The Alameda County Board of Supervisors voted 3–2 on April 21 to approve a second amendment to the county's contract with Flock Safety for automated license‑plate reader (ALPR) technology, authorizing a $303,600 increase and retroactive coverage through June 30, 2026.

Sheriff Elizabeth Sanchez and Sergeant Fenton Culley urged the board to authorize payment for services the office has continued to use while procurement and policy updates proceed. "The purpose of LPR technology is critical, an investigative tool that allows our deputies to identify vehicles connected to serious crimes, develops leads, and locates suspects," the sheriff said, describing cases in which ALPR hits helped recover stolen vehicles, find missing people and advance investigations.

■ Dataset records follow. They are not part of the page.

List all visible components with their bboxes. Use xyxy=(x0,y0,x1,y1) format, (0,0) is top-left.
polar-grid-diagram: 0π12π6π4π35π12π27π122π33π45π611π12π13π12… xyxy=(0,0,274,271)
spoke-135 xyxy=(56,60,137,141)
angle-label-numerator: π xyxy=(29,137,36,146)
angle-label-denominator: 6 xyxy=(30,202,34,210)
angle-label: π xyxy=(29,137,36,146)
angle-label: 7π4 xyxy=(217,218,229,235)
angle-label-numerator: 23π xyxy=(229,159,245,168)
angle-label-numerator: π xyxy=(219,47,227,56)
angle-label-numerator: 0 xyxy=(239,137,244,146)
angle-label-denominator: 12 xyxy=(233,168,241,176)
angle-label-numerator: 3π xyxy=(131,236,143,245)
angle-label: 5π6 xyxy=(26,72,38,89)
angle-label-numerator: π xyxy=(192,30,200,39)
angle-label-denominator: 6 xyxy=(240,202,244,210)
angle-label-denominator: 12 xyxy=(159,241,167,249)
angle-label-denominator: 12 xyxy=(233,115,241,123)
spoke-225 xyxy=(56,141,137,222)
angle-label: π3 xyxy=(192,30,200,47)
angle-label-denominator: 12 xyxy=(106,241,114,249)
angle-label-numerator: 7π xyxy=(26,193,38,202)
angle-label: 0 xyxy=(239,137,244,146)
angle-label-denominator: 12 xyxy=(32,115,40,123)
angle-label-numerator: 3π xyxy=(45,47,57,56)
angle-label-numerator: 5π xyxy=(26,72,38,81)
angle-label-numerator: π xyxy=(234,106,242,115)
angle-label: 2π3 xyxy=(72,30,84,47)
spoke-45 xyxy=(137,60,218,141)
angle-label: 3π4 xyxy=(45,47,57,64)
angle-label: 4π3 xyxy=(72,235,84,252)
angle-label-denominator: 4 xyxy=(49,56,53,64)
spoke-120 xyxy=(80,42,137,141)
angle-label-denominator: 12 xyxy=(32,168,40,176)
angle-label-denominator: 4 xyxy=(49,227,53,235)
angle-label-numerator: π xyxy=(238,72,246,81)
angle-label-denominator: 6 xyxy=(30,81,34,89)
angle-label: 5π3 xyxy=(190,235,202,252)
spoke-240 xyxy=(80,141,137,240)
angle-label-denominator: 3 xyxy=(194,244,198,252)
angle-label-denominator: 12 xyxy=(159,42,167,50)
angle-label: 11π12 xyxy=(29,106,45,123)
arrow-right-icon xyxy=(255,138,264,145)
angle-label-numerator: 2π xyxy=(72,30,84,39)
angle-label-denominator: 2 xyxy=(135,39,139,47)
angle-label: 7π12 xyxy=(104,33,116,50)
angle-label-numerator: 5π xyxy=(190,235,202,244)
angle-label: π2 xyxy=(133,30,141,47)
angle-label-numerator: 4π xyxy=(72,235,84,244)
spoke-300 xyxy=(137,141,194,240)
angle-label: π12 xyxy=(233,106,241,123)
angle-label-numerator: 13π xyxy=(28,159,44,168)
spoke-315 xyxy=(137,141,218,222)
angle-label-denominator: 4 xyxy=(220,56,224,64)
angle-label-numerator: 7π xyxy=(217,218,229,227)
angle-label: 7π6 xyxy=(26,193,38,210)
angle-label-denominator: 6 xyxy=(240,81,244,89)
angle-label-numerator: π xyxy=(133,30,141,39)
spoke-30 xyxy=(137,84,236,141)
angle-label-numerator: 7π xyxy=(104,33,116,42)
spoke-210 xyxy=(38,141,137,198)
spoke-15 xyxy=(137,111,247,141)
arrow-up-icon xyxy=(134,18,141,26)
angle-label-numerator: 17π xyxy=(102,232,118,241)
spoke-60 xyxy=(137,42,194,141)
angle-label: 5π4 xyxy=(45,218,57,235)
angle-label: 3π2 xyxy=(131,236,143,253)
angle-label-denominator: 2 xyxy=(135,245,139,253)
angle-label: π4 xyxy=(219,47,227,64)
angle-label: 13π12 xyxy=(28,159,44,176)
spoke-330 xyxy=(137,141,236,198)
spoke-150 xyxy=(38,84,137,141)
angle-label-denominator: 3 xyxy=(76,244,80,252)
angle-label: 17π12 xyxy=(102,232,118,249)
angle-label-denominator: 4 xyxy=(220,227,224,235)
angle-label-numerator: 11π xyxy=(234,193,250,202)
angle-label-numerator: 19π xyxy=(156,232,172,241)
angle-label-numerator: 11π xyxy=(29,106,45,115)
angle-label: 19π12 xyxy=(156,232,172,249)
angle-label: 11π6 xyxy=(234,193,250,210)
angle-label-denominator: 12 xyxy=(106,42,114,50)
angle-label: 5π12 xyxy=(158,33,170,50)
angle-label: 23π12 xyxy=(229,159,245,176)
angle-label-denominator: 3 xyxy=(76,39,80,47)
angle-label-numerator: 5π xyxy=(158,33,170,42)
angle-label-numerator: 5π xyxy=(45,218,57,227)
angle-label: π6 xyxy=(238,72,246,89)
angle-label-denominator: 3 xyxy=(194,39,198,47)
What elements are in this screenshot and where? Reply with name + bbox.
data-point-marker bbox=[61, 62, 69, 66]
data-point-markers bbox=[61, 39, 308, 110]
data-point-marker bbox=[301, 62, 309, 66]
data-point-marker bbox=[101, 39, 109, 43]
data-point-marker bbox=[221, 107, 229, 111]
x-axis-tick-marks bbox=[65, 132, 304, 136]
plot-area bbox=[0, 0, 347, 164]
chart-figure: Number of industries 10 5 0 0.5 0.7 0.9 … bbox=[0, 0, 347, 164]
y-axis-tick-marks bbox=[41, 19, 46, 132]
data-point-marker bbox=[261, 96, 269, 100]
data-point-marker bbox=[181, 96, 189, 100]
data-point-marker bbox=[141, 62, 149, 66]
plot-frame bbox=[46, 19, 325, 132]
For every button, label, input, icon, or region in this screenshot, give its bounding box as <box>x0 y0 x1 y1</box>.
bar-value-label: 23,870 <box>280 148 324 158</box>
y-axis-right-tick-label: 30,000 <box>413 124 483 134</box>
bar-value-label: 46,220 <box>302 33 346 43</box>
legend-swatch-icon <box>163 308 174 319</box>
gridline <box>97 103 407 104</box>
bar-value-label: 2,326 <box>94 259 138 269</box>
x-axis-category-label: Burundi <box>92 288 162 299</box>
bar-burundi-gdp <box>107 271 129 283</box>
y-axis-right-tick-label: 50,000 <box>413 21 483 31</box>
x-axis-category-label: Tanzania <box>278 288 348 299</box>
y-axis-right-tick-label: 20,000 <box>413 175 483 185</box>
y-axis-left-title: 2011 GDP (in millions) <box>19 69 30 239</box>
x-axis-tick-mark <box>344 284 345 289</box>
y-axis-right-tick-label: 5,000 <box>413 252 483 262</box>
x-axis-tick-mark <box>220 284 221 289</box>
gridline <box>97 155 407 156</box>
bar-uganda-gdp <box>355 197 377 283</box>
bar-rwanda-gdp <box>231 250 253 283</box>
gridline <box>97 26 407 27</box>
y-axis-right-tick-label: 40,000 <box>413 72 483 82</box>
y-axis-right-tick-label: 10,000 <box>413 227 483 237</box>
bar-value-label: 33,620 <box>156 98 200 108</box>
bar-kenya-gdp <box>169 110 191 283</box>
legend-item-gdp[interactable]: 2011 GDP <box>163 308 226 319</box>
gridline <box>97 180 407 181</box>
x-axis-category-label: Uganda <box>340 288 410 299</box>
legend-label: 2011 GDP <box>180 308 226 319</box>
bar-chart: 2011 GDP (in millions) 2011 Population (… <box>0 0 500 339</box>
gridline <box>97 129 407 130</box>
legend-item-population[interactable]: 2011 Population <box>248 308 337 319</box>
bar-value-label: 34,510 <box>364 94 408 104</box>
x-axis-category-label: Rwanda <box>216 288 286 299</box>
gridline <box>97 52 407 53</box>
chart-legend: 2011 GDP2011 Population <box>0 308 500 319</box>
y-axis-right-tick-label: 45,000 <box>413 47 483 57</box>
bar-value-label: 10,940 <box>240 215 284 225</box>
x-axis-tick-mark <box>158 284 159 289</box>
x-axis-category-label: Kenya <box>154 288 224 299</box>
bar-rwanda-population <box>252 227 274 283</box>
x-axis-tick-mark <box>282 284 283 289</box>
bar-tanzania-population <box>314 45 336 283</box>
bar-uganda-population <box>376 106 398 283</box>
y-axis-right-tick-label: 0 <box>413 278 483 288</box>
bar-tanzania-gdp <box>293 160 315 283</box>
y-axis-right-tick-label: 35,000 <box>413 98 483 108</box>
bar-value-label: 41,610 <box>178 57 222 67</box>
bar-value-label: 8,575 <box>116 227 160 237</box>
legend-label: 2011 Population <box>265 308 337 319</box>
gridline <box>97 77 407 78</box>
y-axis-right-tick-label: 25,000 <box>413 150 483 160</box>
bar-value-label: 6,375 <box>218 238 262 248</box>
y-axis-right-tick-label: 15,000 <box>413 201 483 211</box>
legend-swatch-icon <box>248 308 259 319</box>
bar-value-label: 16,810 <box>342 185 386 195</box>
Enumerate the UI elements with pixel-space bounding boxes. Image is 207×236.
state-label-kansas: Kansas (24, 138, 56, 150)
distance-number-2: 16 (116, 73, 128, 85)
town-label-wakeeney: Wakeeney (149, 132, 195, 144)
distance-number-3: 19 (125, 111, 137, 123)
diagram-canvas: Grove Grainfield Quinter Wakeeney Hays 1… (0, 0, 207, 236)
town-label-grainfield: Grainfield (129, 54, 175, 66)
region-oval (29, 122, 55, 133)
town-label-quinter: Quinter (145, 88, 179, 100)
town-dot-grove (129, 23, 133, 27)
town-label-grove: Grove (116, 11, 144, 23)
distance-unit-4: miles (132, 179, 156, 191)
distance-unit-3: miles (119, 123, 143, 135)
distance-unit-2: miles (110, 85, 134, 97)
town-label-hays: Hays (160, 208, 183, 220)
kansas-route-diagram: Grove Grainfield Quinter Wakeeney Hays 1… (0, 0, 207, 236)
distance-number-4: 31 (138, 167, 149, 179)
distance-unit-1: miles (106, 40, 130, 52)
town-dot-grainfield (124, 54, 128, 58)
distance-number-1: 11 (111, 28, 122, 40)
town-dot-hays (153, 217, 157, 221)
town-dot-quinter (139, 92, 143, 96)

Why it mattered: Hundreds of residents and dozens of community organizations urged the board either to reject the Flock contract or to strengthen contractual safeguards. Opponents cited reported vendor security lapses, published demonstrations of how systems can be accessed, and the risk that federal authorities could obtain commercially hosted data under existing federal law. Supporters — including victims and small‑business representatives from unincorporated areas — said the technology has helped solve local crimes and closed the gap for communities with fewer officers.

What the board heard: Speakers who opposed the contract warned that Flock’s cloud architecture and past incidents in other jurisdictions make the company a weak steward for sensitive location data. "This data surveillance exposes the county to serious legal risks," said Valerie Bachelor, a community organizer, and other callers cited third‑party access and hacking demonstrations. Several technical and academic speakers said aggregated dashboards increase the temptation to repurpose data beyond original uses.

Sheriff's response and controls: The sheriff's office described a set of policy changes and operational controls: the county office has reportedly disabled a national lookup option, increased auditing, required deputies to select a permitted use and case number for searches, and published a transparency portal with flight and access logs. Sergeant Culley said the office updated its general order to emphasize state prohibitions on sharing data with federal agencies and to expand audits of external access.

Board action and votes: Supervisor Nate Miley moved to approve the second amendment and to waive competitive procurement for the short, retroactive extension so the county can pay for services already rendered while the sheriff develops an RFP for a future contract. The board's roll call was: Supervisor Marquez — No; Supervisor Tam — Aye; Supervisor Miley — Aye; Supervisor Fortunato Bass — No; President Halbert — Yes. The motion passed 3–2.

What happens next: The sheriff said her office intends to issue an RFP for future ALPR services and strengthen contract language on data access and penalties. Meanwhile the approved amendment covers the vendor’s work through June 30, 2026, and the office will continue day‑to‑day operations and 30‑day audits.

The board’s vote closes the April 21 meeting on a contested item; supervisors and staff said they will pursue stronger procurement and contract safeguards in the next competitive process.